21. The Storm Center. - The area of lowest barometer is known as the storm center, inasmuch as it generally coincides very nearly with the center of the area over which the storm prevails. As we go outwards from the center in any direction, the atmospheric pressure increases and the barometer rises; and if we draw the isobars, or lines along which the barometric pressure is the same, say for 29.00, 29.10, 29.20, etc. inches, we will find that they form closed curves, nearly circular or elliptical in shape, one outside of the other, having for a common center the area of lowest barometer.

Neither during the course of their formation, nor afterwards, are these storms, or areas of low pressure, stationary. They move constantly from west to east, or from southwest to northeast, with a velocity ranging from 15 to 40 miles per hour.
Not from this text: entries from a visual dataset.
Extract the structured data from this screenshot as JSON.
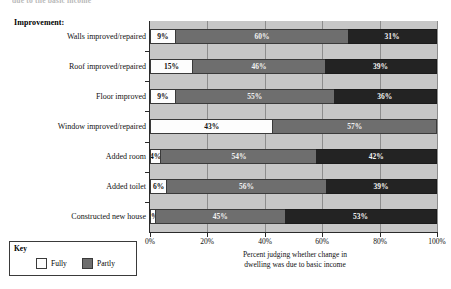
{
  "cut_off_text": "due to the basic income",
  "heading": "Improvement:",
  "axis": {
    "x_ticks": [
      "0%",
      "20%",
      "40%",
      "60%",
      "80%",
      "100%"
    ],
    "caption_line1": "Percent judging whether change in",
    "caption_line2": "dwelling was due to basic income"
  },
  "legend": {
    "title": "Key",
    "items": [
      {
        "label": "Fully",
        "color": "#fdfdfd"
      },
      {
        "label": "Partly",
        "color": "#6e6e6e"
      }
    ]
  },
  "chart_data": {
    "type": "bar",
    "orientation": "horizontal",
    "stacked": true,
    "title": "Improvement:",
    "xlabel": "Percent judging whether change in dwelling was due to basic income",
    "ylabel": "",
    "xlim": [
      0,
      100
    ],
    "grid": true,
    "legend_position": "bottom-left",
    "categories": [
      "Walls improved/repaired",
      "Roof improved/repaired",
      "Floor improved",
      "Window improved/repaired",
      "Added room",
      "Added toilet",
      "Constructed new house"
    ],
    "series": [
      {
        "name": "Fully",
        "color": "#fdfdfd",
        "values": [
          9,
          15,
          9,
          43,
          4,
          6,
          2
        ]
      },
      {
        "name": "Partly",
        "color": "#6e6e6e",
        "values": [
          60,
          46,
          55,
          57,
          54,
          56,
          45
        ]
      },
      {
        "name": "",
        "color": "#232323",
        "values": [
          31,
          39,
          36,
          0,
          42,
          39,
          53
        ]
      }
    ],
    "rows": [
      {
        "label": "Walls improved/repaired",
        "fully": "9%",
        "partly": "60%",
        "other": "31%"
      },
      {
        "label": "Roof improved/repaired",
        "fully": "15%",
        "partly": "46%",
        "other": "39%"
      },
      {
        "label": "Floor improved",
        "fully": "9%",
        "partly": "55%",
        "other": "36%"
      },
      {
        "label": "Window improved/repaired",
        "fully": "43%",
        "partly": "57%",
        "other": ""
      },
      {
        "label": "Added room",
        "fully": "4%",
        "partly": "54%",
        "other": "42%"
      },
      {
        "label": "Added toilet",
        "fully": "6%",
        "partly": "56%",
        "other": "39%"
      },
      {
        "label": "Constructed new house",
        "fully": "2%",
        "partly": "45%",
        "other": "53%"
      }
    ]
  }
}
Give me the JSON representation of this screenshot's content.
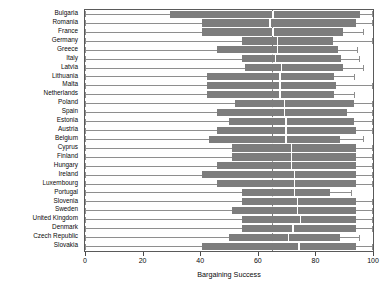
{
  "chart_data": {
    "type": "bar",
    "title": "",
    "xlabel": "Bargaining Success",
    "ylabel": "",
    "xlim": [
      0,
      100
    ],
    "xticks": [
      0,
      20,
      40,
      60,
      80,
      100
    ],
    "grid": false,
    "legend": null,
    "orientation": "horizontal",
    "reference_line": 65,
    "colors": {
      "bar": "#7d7d7d",
      "whisker": "#8e8e8e",
      "frame": "#5a5a5a",
      "reference_line": "#7a7a7a"
    },
    "categories": [
      "Bulgaria",
      "Romania",
      "France",
      "Germany",
      "Greece",
      "Italy",
      "Latvia",
      "Lithuania",
      "Malta",
      "Netherlands",
      "Poland",
      "Spain",
      "Estonia",
      "Austria",
      "Belgium",
      "Cyprus",
      "Finland",
      "Hungary",
      "Ireland",
      "Luxembourg",
      "Portugal",
      "Slovenia",
      "Sweden",
      "United Kingdom",
      "Denmark",
      "Czech Republic",
      "Slovakia"
    ],
    "values": [
      29.5,
      40.5,
      40.5,
      54.5,
      46.0,
      54.5,
      55.5,
      42.5,
      42.5,
      42.5,
      52.0,
      46.0,
      50.0,
      46.0,
      43.0,
      51.0,
      51.0,
      46.0,
      40.5,
      46.0,
      54.5,
      54.5,
      51.0,
      54.5,
      54.5,
      50.0,
      40.5
    ],
    "upper_whisker": [
      99.5,
      99.5,
      96.5,
      99.5,
      94.5,
      95.0,
      96.5,
      93.5,
      99.5,
      93.5,
      99.5,
      99.5,
      99.5,
      99.5,
      96.5,
      99.5,
      99.5,
      99.5,
      99.5,
      99.5,
      92.5,
      99.5,
      99.5,
      99.5,
      99.5,
      95.0,
      99.5
    ],
    "bar_end": [
      95.5,
      94.0,
      89.5,
      86.0,
      88.0,
      89.0,
      89.5,
      86.5,
      87.0,
      86.5,
      93.5,
      91.0,
      93.5,
      94.0,
      88.5,
      94.0,
      94.0,
      94.0,
      94.0,
      94.0,
      85.0,
      94.0,
      94.0,
      94.0,
      94.0,
      88.5,
      94.0
    ],
    "split_point": [
      65.0,
      64.0,
      65.0,
      66.5,
      66.5,
      66.0,
      68.0,
      67.5,
      67.5,
      67.5,
      69.0,
      69.0,
      69.5,
      69.5,
      69.5,
      71.5,
      71.5,
      71.5,
      72.5,
      72.5,
      72.5,
      73.5,
      73.5,
      74.5,
      72.0,
      70.5,
      74.0
    ]
  }
}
The storms that cross the lakes during the season of navigation have their origin, not on the lakes themselves, but at a distance, some in the southwestern states, Kansas, Indian Territory, and northern Texas, whence they move

northeastward, the center reaching the lake region during the second or third day of its existence.

As such a storm approaches the lakes from the westward— across the states of Missouri and Illinois, if it belongs to the first class, across Minnesota and Wisconsin, if to the second class - the barometers in advance of it begin to fall and continue to fall as long as the storm center continues to approach. The center having passed and begun to recede to the eastward, the barometer begins to rise.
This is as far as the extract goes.